During the 1970s, private salvage vessels and naval air and surface reserve units cooperated with the Combined Great Lakes Navy Association and the Great Lakes Naval and Maritime Museum in trying to pinpoint the location of the wreck. Stories had surfaced that the U-boat might have mercury in her ballast tanks worth more than $1 million. The Germans used mercury as ballast in their submarines until the middle of World War II, when it suddenly was in short supply in Germany. The promise of a sunken bonanza eventually was discounted by experts, so public interest in the U-boat faded once again.5
To date, the UC-97 lies hidden in the depths of Lake Michigan, although members of the Great Lakes Naval and Maritime Museum are certain that they have a fix on the wreckage based on sonar and magnetometer readings. However, even if a positive identification is made and the boat is deemed salvageable, no funds are available to raise and restore her.

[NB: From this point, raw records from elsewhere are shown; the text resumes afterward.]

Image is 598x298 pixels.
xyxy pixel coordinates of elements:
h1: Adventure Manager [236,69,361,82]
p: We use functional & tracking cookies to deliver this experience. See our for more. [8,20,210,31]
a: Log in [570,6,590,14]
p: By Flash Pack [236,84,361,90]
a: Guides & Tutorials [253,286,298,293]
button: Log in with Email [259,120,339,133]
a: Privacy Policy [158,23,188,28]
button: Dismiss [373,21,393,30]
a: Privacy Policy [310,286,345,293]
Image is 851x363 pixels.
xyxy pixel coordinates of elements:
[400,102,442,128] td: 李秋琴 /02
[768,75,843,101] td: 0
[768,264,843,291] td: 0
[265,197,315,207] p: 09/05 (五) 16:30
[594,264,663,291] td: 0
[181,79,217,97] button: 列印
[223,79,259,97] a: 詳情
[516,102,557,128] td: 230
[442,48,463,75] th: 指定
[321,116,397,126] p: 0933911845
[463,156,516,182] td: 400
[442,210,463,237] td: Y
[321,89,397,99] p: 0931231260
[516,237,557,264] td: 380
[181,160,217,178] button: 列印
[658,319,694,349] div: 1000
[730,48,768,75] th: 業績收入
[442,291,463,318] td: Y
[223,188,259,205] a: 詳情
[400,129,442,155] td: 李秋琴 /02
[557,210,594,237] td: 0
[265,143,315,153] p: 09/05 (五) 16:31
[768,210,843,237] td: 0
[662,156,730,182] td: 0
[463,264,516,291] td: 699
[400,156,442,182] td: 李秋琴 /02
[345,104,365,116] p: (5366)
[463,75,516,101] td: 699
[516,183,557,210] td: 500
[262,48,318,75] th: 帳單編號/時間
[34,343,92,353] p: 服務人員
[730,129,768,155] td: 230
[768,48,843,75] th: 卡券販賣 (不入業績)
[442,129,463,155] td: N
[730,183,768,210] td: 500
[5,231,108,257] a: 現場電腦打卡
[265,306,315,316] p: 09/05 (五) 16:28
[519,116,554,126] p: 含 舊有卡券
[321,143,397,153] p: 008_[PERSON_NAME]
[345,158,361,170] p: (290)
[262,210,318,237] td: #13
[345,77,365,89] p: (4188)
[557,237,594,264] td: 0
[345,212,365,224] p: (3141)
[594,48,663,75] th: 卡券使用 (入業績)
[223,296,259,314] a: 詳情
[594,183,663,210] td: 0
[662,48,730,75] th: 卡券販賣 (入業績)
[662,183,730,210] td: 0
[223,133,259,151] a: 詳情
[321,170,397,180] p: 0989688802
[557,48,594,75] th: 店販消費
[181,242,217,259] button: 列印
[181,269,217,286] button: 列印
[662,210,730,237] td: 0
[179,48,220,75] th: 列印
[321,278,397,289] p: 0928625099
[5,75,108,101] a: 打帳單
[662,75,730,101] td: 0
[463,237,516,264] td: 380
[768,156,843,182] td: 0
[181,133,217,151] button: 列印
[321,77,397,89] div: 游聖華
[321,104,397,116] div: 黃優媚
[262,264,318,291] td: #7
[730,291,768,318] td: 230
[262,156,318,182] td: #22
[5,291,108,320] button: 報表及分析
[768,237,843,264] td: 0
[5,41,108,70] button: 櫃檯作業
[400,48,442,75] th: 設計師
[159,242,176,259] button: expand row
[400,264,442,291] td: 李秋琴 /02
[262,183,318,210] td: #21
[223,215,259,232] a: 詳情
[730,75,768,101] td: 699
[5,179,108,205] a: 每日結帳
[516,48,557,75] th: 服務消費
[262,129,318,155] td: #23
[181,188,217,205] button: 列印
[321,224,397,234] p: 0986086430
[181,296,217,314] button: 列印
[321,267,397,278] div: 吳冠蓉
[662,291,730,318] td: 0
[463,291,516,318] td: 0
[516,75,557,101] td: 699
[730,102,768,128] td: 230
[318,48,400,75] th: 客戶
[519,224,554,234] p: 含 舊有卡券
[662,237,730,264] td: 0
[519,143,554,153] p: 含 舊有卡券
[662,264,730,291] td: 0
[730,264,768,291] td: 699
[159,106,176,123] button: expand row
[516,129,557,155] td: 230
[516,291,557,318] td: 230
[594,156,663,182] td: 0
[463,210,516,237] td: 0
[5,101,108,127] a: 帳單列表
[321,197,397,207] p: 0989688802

But the adventure will continue. Groups in the Chicago area are planning to conduct future fund-raising campaigns to bring the UC-97 to the surface. Since the only other known survivor of the German World War I submarine force, the U-1, recently was damaged in a fire at the Deutsches Museum in Munich, the possible raising of the UC-97 has taken on new meaning.6
In 1954, the German U-515, captured on the high seas by Rear Admiral Dan Gallery’s hunter-killer group in 1944, became a permanent exhibit at the Chicago Museum of Science and Industry. If the UC-97 eventually is raised.11 Would certainly be an interesting quirk of history to have two notable underseas craft simultaneously on display in, of all places, the heart of the United States.
1. Log of the USS Wilmette, dated 7 June 1921. The National Archives, Washington, D.C.
2. “U. S. Shells Sink German U-Boat in Lake Michigan,” Chicago Daily Tribune, 8 June 1921. sec photo caption.
3. Ibid.
4. Personal correspondence from Willard K. Jaqucs on 6 June 1986 and Jaques's firsthand account of the sinking distributed 22 September 1985.
5. Phillip J. O’Connor, “German sub may hold $1-million bonanza,” Chicago Sun Times, 16 April 1978. Naval historian and Chicago real estate developer Michael Epstein, who owned a one-man submarine in the 1960s. first determined that valuable mercury might be on board the UC-97.
6. Personal correspondence from Professor Dr. Jurgen Rohwer, director of the Bibliothck fur Zeitgeschichte (Library of Modem History, specializing in military history). Stuttgart, West Germany, dated 13 May 1986.